A Conversation for Time Dilation
Travel Faster than the Speed of Light
derekovglos Started conversation May 3, 2005
Of course hitchhiking at faster than the speed of light requires a highly developed improbability drive. However with a bit of imagination
(and if imagination is real then it is real : discuss in another forum such 'Its all in the mind but my mind is as real and as large as a minor planet ')
As all good space cyclists know the outside of a bike wheel travels faster than the hub in a circular direction . Imagine a very , very large wheel which would inhabit the best part of the Milky Way. If the inner part of the wheel were to be accelerated to a faction of the speed of light , then if the diameter of the wheel was large enough then the outer perimeter of the wheel would be at greater than the speed of light.
Travel Faster than the Speed of Light
Willer Posted Oct 2, 2005
Why not..?
Apparently, as your speed increases toward the speed of light, your mass increases and therefore your accelleration decreases. Or so I have been informed (whilst in the pub, or the hub of philosiphy).

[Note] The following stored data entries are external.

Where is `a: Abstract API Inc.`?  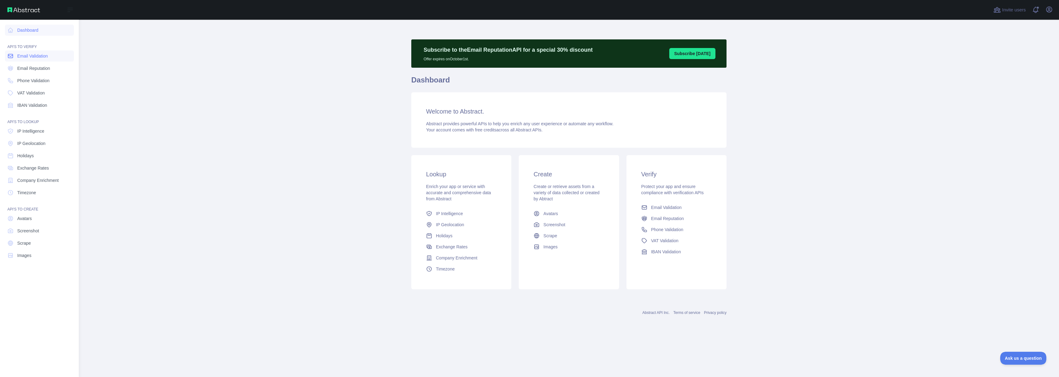
a: Abstract API Inc. is located at coordinates (656, 313).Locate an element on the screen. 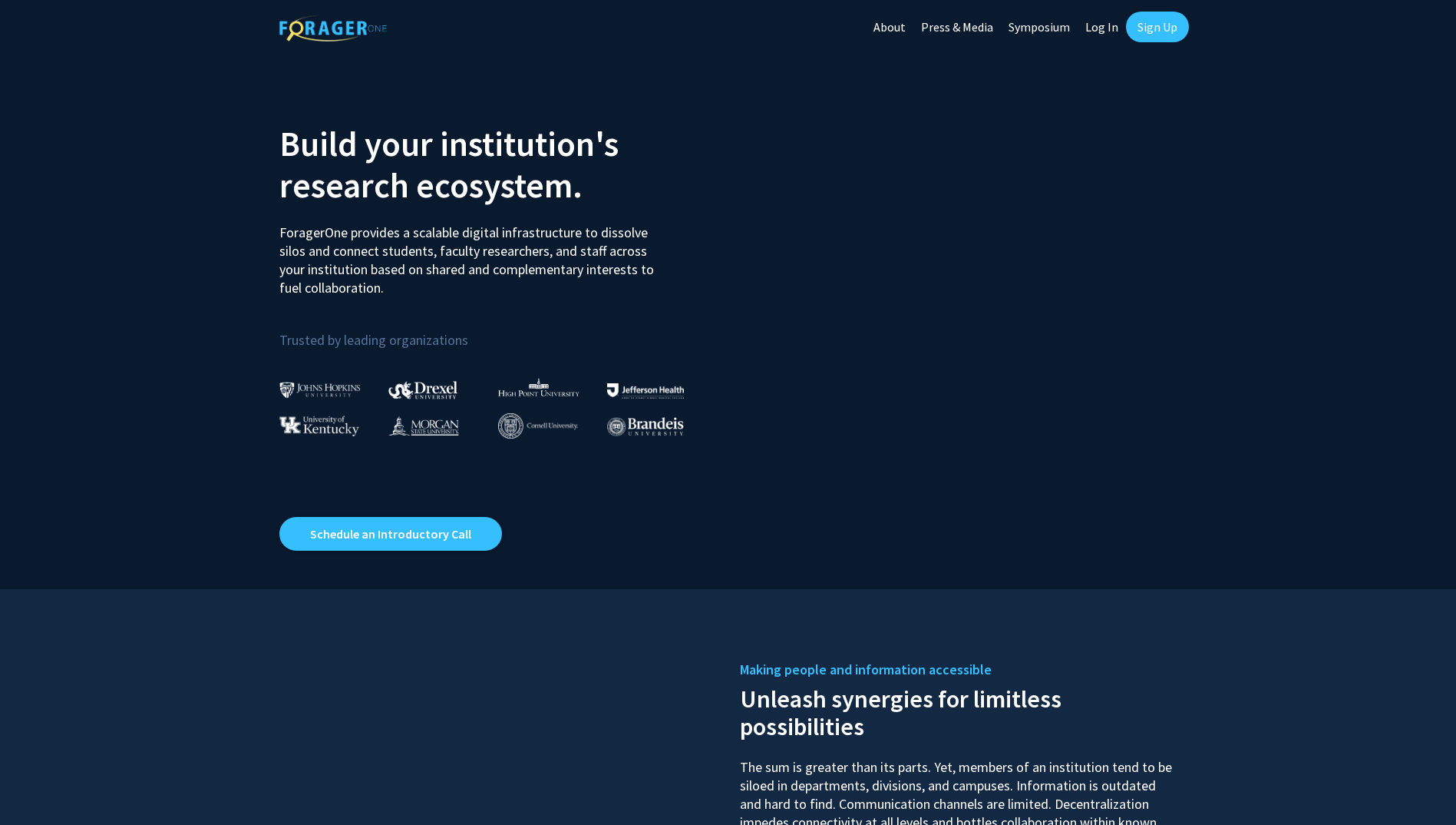 The height and width of the screenshot is (825, 1456). img: University of Kentucky is located at coordinates (320, 425). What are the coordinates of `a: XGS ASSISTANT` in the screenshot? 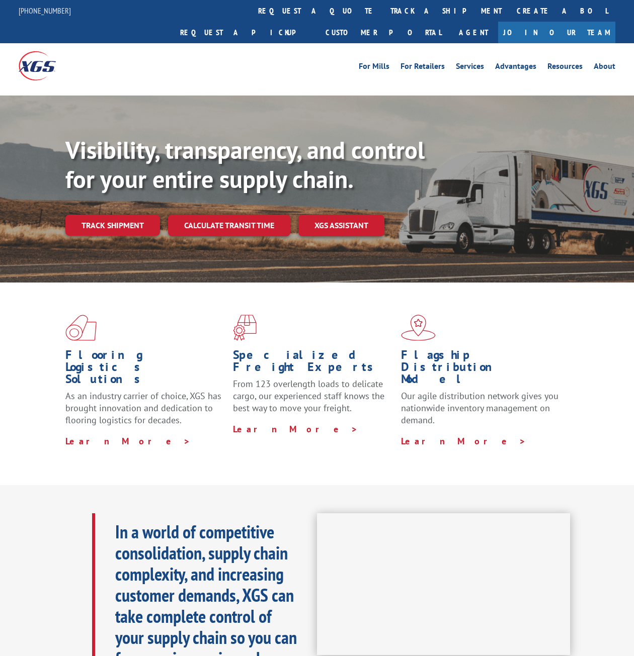 It's located at (341, 225).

On the other hand, if light has a “constant speed” then which colour..? i.e. is “Blue” going faster than the speed of light (well the speed of red anyway). And in that case what is the mass of a blue photon compared to the mass of a red photon..?
Travel Faster than the Speed of Light
sentient_nebula Posted Oct 28, 2006
Yeah, eventually it would take an infinite amount of energy to accelerate the wheel, even the hub, that fast. Like how its easier to make a frisbee spin than, say, a crane. takes more energy. Due to general relativity, as the matter of the outside of the wheel accelerates closer to c, the mass increases, as does the energy it would take.
And the "speed of light" that is commonly used as the fastest thing ever, is a slight misnomer. Very slight. As far as I know, c can be defined as the speed of light in a vacuum. Light travels slower in air, or in a diamond, or in water, than it does in a vacuum (which is why looking into a pond distorts the view). As far as i remember from physics class, all light (be it visible, gamma rays, infrared, whatever) travels the same speed in an absolute vacuum, but only in air do the respective colours slow down.
Travel Faster than the Speed of Light
sentient_nebula Posted Feb 27, 2007
oh yeah, and photons don't have mass
Travel Faster than the Speed of Light
phobos-soul Posted Mar 13, 2007
yes but then neither do quasars so in theory couldnt u ride a quasar explsion and reach lite speed and i.e stopping time which would probably bring about the end of the universe while ur moving and its not so the end of the universe is done basicly in an instant but if u jumped abord ship and left the quasar say by passing through it theoreticly couldnt u travel vast distances forward in time? this is me thinking so if im wrong plz say so
Travel Faster than the Speed of Light
paultcode Posted Aug 13, 2007
If you accelerated the hub of the wheel up you'd have to bear in mind that you'd also be accelerating the rim of the wheel. As the rim accelerated it's mass would increase, increasing the mass of the wheel, preventing you from getting the rim to reach light speed. You're only looking at the effect of the hub on the rim, and ignoring the effect of the rim on the hub (every reaction has an equal and opposite reaction).
All light has the same speed in a vacuum (3x10^6 m/s)ish, but I think you're confusing speed with frequency. The speed of light is equal to frequency x wavelength, and although blue light has a higher frequency than red, it has a smaller wavelength, so travels at the same speed.
Phobos, if you reached light speed then time would appear to stop for you outside your frame of reference. However, even by riding on a quasar you would still have mass yourself, which would mean you couldn't reach light speed, as would need infinite energy.
Paul T
Travel Faster than the Speed of Light
Len Firewood Posted May 18, 2011
To even equal let alone surpass the speed of light you would need something of infinitismal mass otherwise as you approached "the barrier" the mass of the speeding object (as someone else pointed out)would grow at such a rate to increasingly kill acceleration. Thus you don't want heavy speed but LIGHT speed.
Travel Faster than the Speed of Light
Len Firewood Posted May 18, 2011
In advanced physics research into light speed phenomena there is talk of "information" transfer that is a prerequisite characteristic of any proposed or observable hyper light speed transfer. Suppose it were found that some people have an ability through training and\or innately to transmit or receive certain clear well defined "thoughts" - this is something that could be tested quite easilly if one subject was on earth and the other was say on a space mission at such distance that it would take light longer to reach either subject that human reaction time. Even on a moon mission this would be easilly testable as the moon is roughly 250,000 miles away and given that the speed of light is around 186,000 miles per second this means for someone at or near the moon light would take well over one second to traverse either direction and human reaction time is well under one second. A faster than light comms is not the same as faster than light travel for massive objects (like humans say)but I'd moot it could be very useful the further "out there" we go.